Approximately 66 million years ago, an asteroid impacted our planet in what is often dubbed as the most dramatic mass extinction event in the planet’s history.
The collision eradicated about 75% of all living species, including non-avian dinosaurs.
Over the past few years, scientists found numerous traces of the colossal impact and its aftermath, which consisted of encircling dust and wildfires of up to 1,500 kilometres (about 930 miles) from the impact site.
In 2019, a team discovered fossil records of the follow-up hours, including evidence of debris being carried away by the resulting tsunami.
The news was made public in an article in ScienceMag.
The aftermath of the tsunami, ripples engraved the surroundings with a fine coat of air-fall debris that was formerly chemically linked back to the asteroid’s crater in the Gulf of Mexico, near to what is nowadays’ village of Chixulub on the Yucatan Peninsula.

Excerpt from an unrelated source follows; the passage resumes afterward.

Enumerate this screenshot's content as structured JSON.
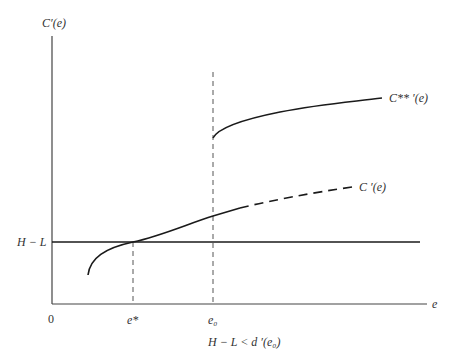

Gary Kinsland, a geoscientist from the University of Louisiana, stated:
“The water was so deep that once the tsunami had quit, regular storm waves couldn’t disturb what was down there.”

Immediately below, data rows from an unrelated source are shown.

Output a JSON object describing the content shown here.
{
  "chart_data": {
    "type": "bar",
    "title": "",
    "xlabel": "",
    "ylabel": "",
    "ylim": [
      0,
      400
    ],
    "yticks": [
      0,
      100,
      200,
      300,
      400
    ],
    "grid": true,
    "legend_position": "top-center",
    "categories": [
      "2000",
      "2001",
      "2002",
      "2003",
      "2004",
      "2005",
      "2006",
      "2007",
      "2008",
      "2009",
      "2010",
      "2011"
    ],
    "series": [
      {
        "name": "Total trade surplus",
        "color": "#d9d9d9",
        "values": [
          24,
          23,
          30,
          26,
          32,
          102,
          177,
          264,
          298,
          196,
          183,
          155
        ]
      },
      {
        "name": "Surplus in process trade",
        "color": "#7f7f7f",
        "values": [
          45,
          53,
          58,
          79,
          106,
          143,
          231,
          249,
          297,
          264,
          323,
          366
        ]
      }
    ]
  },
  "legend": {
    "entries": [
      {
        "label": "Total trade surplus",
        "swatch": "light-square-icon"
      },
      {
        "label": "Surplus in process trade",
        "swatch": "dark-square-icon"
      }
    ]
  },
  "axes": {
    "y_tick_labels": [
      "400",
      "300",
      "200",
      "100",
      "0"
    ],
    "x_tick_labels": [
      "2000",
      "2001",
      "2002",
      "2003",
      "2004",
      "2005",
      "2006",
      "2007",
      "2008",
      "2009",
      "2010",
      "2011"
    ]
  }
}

Kinsland and his fellow colleagues discovered the mega ripples by looking into seismic imaging data for central Louisiana, gathered by a fossil fuel company.
They figured out that the imprinted ripple crests form a straight line straight back to the Chicxulub crater, and their orientation is relevant to the impact.
“These megaripple features have average wavelengths of 600 meters and average wave heights of 16 meters making them the largest ripples documented on Earth,” the team mentioned.
Former estimates of the colossal tsunami suggest that its waves would have reached an impressive height of 1,500 meters, which translated to an earthquake of more than 11 on the Richter scale.